The object of the statute in question was to remedy a> • serious evil. Formerly, it is said, justices of the peace, whose-places of business were at their dwelling-houses, and whose-dockets were often the fly-leaves of their account books,, issued executions to constables, who levied upon, sold and conveyed the titles of real estate, making return of the process “ when satisfied ” to the justice. The Legislature probably realized that the titles of real estate, dejsending upom such frail records and such uncertain acts of minor officers,, were often rendered uncertain and unsafe, and hence, for the-purpose of preserving records so important,' and affording; the means of tracing titles with greater certainty, and of protecting rights so important, passed the act referred to.. Purchasers of property are thereby enabled to ascertain, at the office of the custodian of the records, everything necessary to protect themselves in respect to titles, save such facts as may be hidden in old dockets, scattered about the country, or carried away to distant lands by emigrating justices-*335of the peace. This >evil was one deserving the attention of the Legislature, and it is the duty of the courts to uphold their action unless they have clearly transcended their power.

A similar act of the Legislature was .passed in Tennessee, and it was provided that where a justices’ docket was deposited with the clerk of the county court on the death or removal of the justice, the execution should be issued by the clerk, returnable to himself. It was also provided that the clerk might issue a scire facias or a judgment to revive the same, making the scire facias returnable before himself as county clerk. The Supreme Court held that it was error for the clerk to make the writ returnable before the county court, and the statute referred to was. treated by the court as a valid act. See White vs. Davenport, 7 Yerger, 475.

Similar statutes in regard to docketing justices’ judgments, and issuing execution thereon by the clerk of courts of record, exist in nearly all the States.
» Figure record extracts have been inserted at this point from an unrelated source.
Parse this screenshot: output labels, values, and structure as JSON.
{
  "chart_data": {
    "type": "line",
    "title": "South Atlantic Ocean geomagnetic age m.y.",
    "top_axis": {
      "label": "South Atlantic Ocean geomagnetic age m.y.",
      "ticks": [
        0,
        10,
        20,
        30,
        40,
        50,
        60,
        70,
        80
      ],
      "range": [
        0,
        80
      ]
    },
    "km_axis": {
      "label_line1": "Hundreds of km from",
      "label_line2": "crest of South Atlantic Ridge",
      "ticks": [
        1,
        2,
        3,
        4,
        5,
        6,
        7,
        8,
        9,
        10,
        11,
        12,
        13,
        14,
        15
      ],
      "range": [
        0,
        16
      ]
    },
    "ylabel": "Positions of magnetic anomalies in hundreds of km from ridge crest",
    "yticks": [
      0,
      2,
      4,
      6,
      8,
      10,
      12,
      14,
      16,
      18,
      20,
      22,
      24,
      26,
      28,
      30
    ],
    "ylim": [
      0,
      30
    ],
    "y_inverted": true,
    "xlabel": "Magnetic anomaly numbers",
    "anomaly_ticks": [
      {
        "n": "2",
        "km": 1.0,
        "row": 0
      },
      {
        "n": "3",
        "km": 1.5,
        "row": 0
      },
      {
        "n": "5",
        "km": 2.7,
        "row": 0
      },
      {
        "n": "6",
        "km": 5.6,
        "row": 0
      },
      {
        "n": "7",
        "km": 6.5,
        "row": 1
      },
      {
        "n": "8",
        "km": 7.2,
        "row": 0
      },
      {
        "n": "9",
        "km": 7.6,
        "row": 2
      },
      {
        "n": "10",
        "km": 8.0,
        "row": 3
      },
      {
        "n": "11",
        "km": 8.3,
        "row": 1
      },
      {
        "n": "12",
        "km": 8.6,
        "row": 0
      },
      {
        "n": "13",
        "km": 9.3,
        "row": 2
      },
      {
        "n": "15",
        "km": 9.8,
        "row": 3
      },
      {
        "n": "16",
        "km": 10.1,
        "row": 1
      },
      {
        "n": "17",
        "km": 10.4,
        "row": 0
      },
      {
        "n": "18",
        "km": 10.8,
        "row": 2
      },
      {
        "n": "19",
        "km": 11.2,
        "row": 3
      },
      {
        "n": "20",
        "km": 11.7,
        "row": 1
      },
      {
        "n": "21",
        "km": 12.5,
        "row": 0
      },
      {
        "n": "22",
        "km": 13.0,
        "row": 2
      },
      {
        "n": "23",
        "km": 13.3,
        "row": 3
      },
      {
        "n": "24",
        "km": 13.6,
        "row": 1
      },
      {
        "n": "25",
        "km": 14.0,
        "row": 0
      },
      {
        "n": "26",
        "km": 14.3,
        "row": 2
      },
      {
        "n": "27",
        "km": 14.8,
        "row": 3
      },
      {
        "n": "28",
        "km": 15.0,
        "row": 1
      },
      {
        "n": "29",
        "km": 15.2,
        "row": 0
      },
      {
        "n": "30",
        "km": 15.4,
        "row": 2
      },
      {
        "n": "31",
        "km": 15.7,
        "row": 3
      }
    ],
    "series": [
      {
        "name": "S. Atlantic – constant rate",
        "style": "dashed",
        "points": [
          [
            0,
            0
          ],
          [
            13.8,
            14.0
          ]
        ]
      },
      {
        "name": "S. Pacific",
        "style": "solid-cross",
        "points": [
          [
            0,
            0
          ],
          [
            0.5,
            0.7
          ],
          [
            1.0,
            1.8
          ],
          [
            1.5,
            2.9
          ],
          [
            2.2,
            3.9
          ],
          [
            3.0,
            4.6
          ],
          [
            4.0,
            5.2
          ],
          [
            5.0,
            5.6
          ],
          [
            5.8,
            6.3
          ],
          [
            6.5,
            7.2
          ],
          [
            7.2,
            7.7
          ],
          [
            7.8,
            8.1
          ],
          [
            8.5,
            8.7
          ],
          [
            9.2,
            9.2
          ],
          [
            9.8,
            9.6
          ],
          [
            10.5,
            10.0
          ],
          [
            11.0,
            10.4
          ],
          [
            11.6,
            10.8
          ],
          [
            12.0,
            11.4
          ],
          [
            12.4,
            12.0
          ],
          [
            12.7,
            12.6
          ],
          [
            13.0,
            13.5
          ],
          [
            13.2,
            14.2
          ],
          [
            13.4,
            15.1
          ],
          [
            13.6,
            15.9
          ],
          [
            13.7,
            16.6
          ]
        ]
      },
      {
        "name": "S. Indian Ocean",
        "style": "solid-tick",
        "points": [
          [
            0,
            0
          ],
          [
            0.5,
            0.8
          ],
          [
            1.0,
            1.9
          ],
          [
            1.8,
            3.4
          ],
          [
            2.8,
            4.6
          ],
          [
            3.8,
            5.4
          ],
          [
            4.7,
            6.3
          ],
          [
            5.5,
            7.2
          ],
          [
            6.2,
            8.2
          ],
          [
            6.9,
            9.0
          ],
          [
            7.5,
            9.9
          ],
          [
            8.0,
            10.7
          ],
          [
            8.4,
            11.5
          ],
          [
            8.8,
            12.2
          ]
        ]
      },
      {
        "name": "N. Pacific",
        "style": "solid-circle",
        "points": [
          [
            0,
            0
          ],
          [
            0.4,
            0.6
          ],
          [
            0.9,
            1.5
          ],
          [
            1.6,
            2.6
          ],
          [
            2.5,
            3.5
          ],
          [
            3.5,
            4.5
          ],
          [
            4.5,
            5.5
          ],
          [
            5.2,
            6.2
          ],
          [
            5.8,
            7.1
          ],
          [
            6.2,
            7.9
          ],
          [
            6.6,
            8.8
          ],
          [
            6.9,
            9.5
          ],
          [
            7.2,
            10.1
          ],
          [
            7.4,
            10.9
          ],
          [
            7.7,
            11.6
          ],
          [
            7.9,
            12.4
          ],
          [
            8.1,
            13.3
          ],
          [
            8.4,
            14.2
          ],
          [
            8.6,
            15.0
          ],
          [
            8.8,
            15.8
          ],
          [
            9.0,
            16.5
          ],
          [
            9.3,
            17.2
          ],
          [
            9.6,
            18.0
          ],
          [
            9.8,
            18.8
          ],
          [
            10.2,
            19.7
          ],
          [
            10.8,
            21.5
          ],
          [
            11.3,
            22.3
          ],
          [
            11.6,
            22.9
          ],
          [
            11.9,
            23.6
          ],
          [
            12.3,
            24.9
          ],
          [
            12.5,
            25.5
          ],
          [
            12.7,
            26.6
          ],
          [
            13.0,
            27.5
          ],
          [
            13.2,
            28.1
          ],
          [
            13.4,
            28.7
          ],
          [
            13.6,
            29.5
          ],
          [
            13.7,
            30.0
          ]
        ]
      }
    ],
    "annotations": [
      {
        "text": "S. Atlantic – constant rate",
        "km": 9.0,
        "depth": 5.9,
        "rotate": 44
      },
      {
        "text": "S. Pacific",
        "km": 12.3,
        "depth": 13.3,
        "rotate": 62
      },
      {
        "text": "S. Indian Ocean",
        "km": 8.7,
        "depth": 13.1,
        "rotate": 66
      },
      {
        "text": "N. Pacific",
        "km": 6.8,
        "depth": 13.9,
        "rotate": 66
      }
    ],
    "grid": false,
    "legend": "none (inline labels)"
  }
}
The Constitution of Nevada contains a provision restricting the jurisdiction of the district courts in language precisely like that in this State in the particular in question; and her Legislature passed at its earliest session an act in relation to justices’ courts and judgments in terms closely identical with the act in question under which the practice here mentioned has never been challenged before the courts, so far as can be ascertained by a careful examination of all her reports. Const, of Nevada, Art. YI„ Sec. 6 ; Compiled Laws of Nevada, p. 441, §557.
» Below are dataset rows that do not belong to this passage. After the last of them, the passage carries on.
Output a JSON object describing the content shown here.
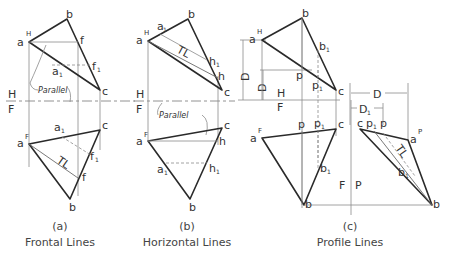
{
  "panels": [
    {
      "id": "a",
      "caption_letter": "(a)",
      "caption_title": "Frontal Lines",
      "annotation": "Parallel",
      "tl_label": "TL",
      "fold_labels": [
        "H",
        "F"
      ],
      "points_top": {
        "a": "a",
        "a_sup": "H",
        "b": "b",
        "c": "c",
        "f": "f",
        "a1": "a",
        "a1_sub": "1",
        "f1": "f",
        "f1_sub": "1"
      },
      "points_bottom": {
        "a": "a",
        "a_sup": "F",
        "b": "b",
        "c": "c",
        "f": "f",
        "a1": "a",
        "a1_sub": "1",
        "f1": "f",
        "f1_sub": "1"
      }
    },
    {
      "id": "b",
      "caption_letter": "(b)",
      "caption_title": "Horizontal Lines",
      "annotation": "Parallel",
      "tl_label": "TL",
      "fold_labels": [
        "H",
        "F"
      ],
      "points_top": {
        "a": "a",
        "a_sup": "H",
        "b": "b",
        "c": "c",
        "h": "h",
        "a1": "a",
        "a1_sub": "1",
        "h1": "h",
        "h1_sub": "1"
      },
      "points_bottom": {
        "a": "a",
        "a_sup": "F",
        "b": "b",
        "c": "c",
        "h": "h",
        "a1": "a",
        "a1_sub": "1",
        "h1": "h",
        "h1_sub": "1"
      }
    },
    {
      "id": "c",
      "caption_letter": "(c)",
      "caption_title": "Profile Lines",
      "tl_label": "TL",
      "fold_labels": [
        "H",
        "F",
        "F",
        "P"
      ],
      "dimensions": {
        "D": "D",
        "D1": "D",
        "D1_sub": "1"
      },
      "points_top": {
        "a": "a",
        "a_sup": "H",
        "b": "b",
        "c": "c",
        "p": "p",
        "b1": "b",
        "b1_sub": "1",
        "p1": "p",
        "p1_sub": "1"
      },
      "points_front": {
        "a": "a",
        "a_sup": "F",
        "b": "b",
        "c": "c",
        "p": "p",
        "b1": "b",
        "b1_sub": "1",
        "p1": "p",
        "p1_sub": "1"
      },
      "points_profile": {
        "a": "a",
        "a_sup": "P",
        "b": "b",
        "c": "c",
        "p": "p",
        "b1": "b",
        "b1_sub": "1",
        "p1": "p",
        "p1_sub": "1"
      }
    }
  ]
}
Even if it be true that a judgment of a justice of the peace cannot become a judgment of the Circuit Court by the filing of a transcript of the judgment with the clerk, and his entry thereof in the book containing judgments of the Circuit Court, by reason of the constitutional jurisdiction of the latter, yet the statute is not vitiated if, by disregarding its objectional features, it will still stand independent of the unconstitutional portions, even if such portions are contained *336in the same section. See Cooley’s Constitutional Limitations, ch. 7, pp. 177-8, and numerous authorities cited.

ISTo other question than that we have here treated is raised by the assignment of errors, and the result is that the Circuit Court was right in refusing to set aside the execution.

The question suggests itself whether, if the judgment of a justice of the peace docketed in pursuance of the statute is not a judgment of the Circuit Court, that court has any power to entertain the motion of the appellant to set aside the execution. If it is not an execution issued upon a judgment of the Circuit Court, then the statute (Th. Dig., 360,) does not apply, and that court would probably have no power to control the writ as its own process. The judgment having been docketed, the justice does not issue the execution, and it may not be within his power to control it by a proceeding of this character. The result would be that if such execution was illegally issued by the clerk, the parties would be left to their remedy by such action at law or in equity as might be proper when a right of action shall have accrued.

The proper order in this case is to dismiss the appeal. Ordered accordingly.